America's cheat code.

Dane Carlson
Dane Carlson
2 min read
Assorted Links Thursday
Photo by Bartek Mazurek / Unsplash

Table of Contents

How a tech mogul turned a retirement account for the middle class into a $5 billion tax-free piggy bank:

Over the last 20 years, Peter Thiel has quietly turned his Roth IRA — a humdrum retirement vehicle intended to spur Americans to save for their golden years — into a gargantuan tax-exempt piggy bank, confidential Internal Revenue Service data shows. Using stock deals unavailable to most people, Thiel has taken a retirement account worth less than $2,000 in 1999 and spun it into a $5 billion windfall.

How the YouTube creator economy works:


Desperate lawmakers discuss piping ocean water to fill Great Salt Lake: A Utah legislative commission voted to study the possibility of building a pipeline from the Pacific Ocean to the drying lake.


The housing shortage isn’t just a coastal crisis anymore:


Mckinsey & Company: Are you searching the right talent pools?
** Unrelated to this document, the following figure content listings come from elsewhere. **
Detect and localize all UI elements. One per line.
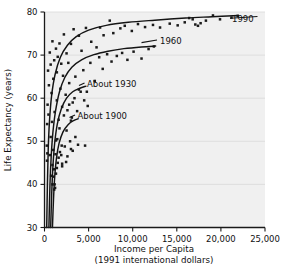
data-point [101, 68, 104, 71]
data-point [152, 24, 155, 27]
y-tick-label-80: 80 [27, 7, 38, 17]
data-point [46, 123, 49, 126]
data-point [66, 109, 69, 112]
data-point [197, 25, 200, 28]
data-point [112, 32, 115, 35]
data-point [109, 19, 112, 22]
data-point [56, 138, 59, 141]
data-point [132, 50, 135, 53]
data-point [116, 55, 119, 58]
data-point [66, 155, 69, 158]
y-tick-label-30: 30 [27, 223, 38, 233]
data-point [90, 40, 93, 43]
y-tick-label-50: 50 [27, 136, 38, 146]
data-point [137, 23, 140, 26]
data-point [131, 30, 134, 33]
x-tick-label-0: 0 [42, 234, 47, 244]
data-point [58, 42, 61, 45]
chart-canvas: 05,00010,00015,00020,00025,000 304050607… [0, 0, 281, 270]
data-point [194, 23, 197, 26]
x-tick-label-5000: 5,000 [76, 234, 100, 244]
data-point [55, 47, 58, 50]
data-point [67, 62, 70, 65]
data-point [126, 59, 129, 62]
data-point [98, 56, 101, 59]
data-point [61, 165, 64, 168]
data-point [86, 90, 89, 93]
data-point [58, 127, 61, 129]
data-point [68, 82, 71, 85]
data-point [56, 56, 59, 59]
data-point [63, 114, 66, 117]
series-label-1990: 1990 [232, 14, 254, 24]
data-point [144, 26, 147, 29]
data-point [159, 26, 162, 29]
data-point [46, 103, 49, 106]
x-axis-title-subline: (1991 international dollars) [95, 255, 214, 265]
x-axis-title: Income per Capita [114, 244, 194, 254]
data-point [86, 105, 89, 108]
data-point [219, 18, 222, 21]
data-point [65, 161, 68, 164]
data-point [183, 21, 186, 24]
data-point [64, 145, 67, 148]
y-axis-title: Life Expectancy (years) [3, 69, 13, 171]
x-tick-label-15000: 15,000 [162, 234, 192, 244]
series-label-about-1900: About 1900 [78, 111, 127, 121]
data-point [77, 144, 80, 147]
data-point [74, 136, 77, 139]
data-point [85, 27, 88, 30]
data-point [119, 27, 122, 30]
data-point [205, 19, 208, 22]
data-point [83, 99, 86, 102]
data-point [176, 24, 179, 27]
series-label-1960: 1960 [160, 36, 182, 46]
data-point [74, 75, 77, 78]
data-point [65, 129, 68, 132]
data-point [102, 34, 105, 37]
data-point [199, 22, 202, 25]
data-point [191, 18, 194, 21]
data-point [68, 103, 71, 106]
data-point [147, 48, 150, 51]
data-point [49, 63, 52, 66]
data-point [80, 50, 83, 53]
data-point [53, 59, 56, 62]
data-point [47, 69, 50, 72]
life-expectancy-income-chart: 05,00010,00015,00020,00025,000 304050607… [0, 0, 281, 270]
data-point [70, 148, 73, 151]
data-point [71, 101, 74, 104]
data-point [60, 62, 63, 65]
data-point [140, 57, 143, 60]
data-point [49, 136, 52, 139]
data-point [48, 84, 51, 87]
data-point [51, 121, 54, 124]
data-point [84, 144, 87, 147]
y-tick-label-70: 70 [27, 50, 38, 60]
data-point [89, 62, 92, 65]
data-point [72, 28, 75, 31]
data-point [59, 151, 62, 154]
data-point [110, 60, 113, 63]
data-point [60, 154, 63, 157]
data-point [79, 90, 82, 93]
data-point [57, 156, 60, 159]
data-point [73, 97, 76, 100]
data-point [61, 162, 64, 165]
data-point [56, 162, 59, 165]
data-point [106, 53, 109, 56]
y-tick-label-40: 40 [27, 179, 38, 189]
x-tick-label-10000: 10,000 [118, 234, 148, 244]
data-point [95, 46, 98, 49]
x-tick-label-20000: 20,000 [206, 234, 236, 244]
data-point [63, 33, 66, 36]
y-axis-tick-labels: 304050607080 [27, 7, 38, 233]
data-point [168, 22, 171, 25]
data-point [65, 52, 68, 55]
data-point [64, 94, 67, 97]
data-point [82, 69, 85, 72]
data-point [69, 140, 72, 143]
data-point [124, 25, 127, 28]
x-tick-label-25000: 25,000 [250, 234, 280, 244]
data-point [51, 40, 54, 43]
The rise and fall of the manufactured home:

A recurring theme of this newsletter is the failure of prefabrication (building homes in factories instead of on-site) to revolutionize the housing industry. While it’s possible to build a successful construction business with prefabrication, it hasn’t swept away the old methods of building - building a home on-site remains the most common (and in most cases, the cheapest) way of building a house in the US. (Outside the US, prefabrication is often more popular, but it’s still not a low-cost method of building.) No one has yet managed to do for housing what Ford did for cars, or what Corning did for lightbulbs, or what Arkwright, Hargreaves, and Crompton did for cotton thread.
However, one form of prefabrication is able to reliably produce housing substantially cheaper than site-built methods - the manufactured home (formerly the mobile home, also called trailer homes or HUD homes.)

Reading: Arbitrary Lines: How Zoning Broke the American City and How to Fix It, by M. Nolan Gray.  Here's an excerpt.
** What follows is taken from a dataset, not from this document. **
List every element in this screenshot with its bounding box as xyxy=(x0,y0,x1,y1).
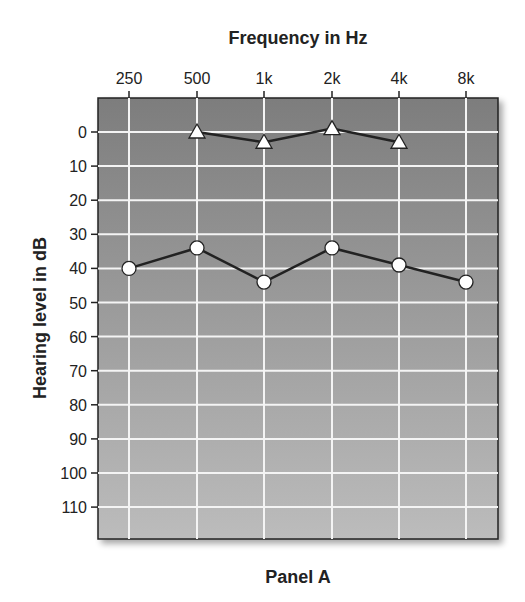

This looks like something we should all keep an eye on:


Do we need a better understanding of 'progress'?  A growing and influential intellectual movement aims to understand why human progress happensand how to speed it up.


The Mississippi river, it's tributaries, and the Intracoastal Waterway: America's cheat code.

Need to Know

Dane Carlson Twitter

Founder/Host of Econ Dev Show. Also: Sitehunt CEO and economic development consultant in Greater Houston, Texas.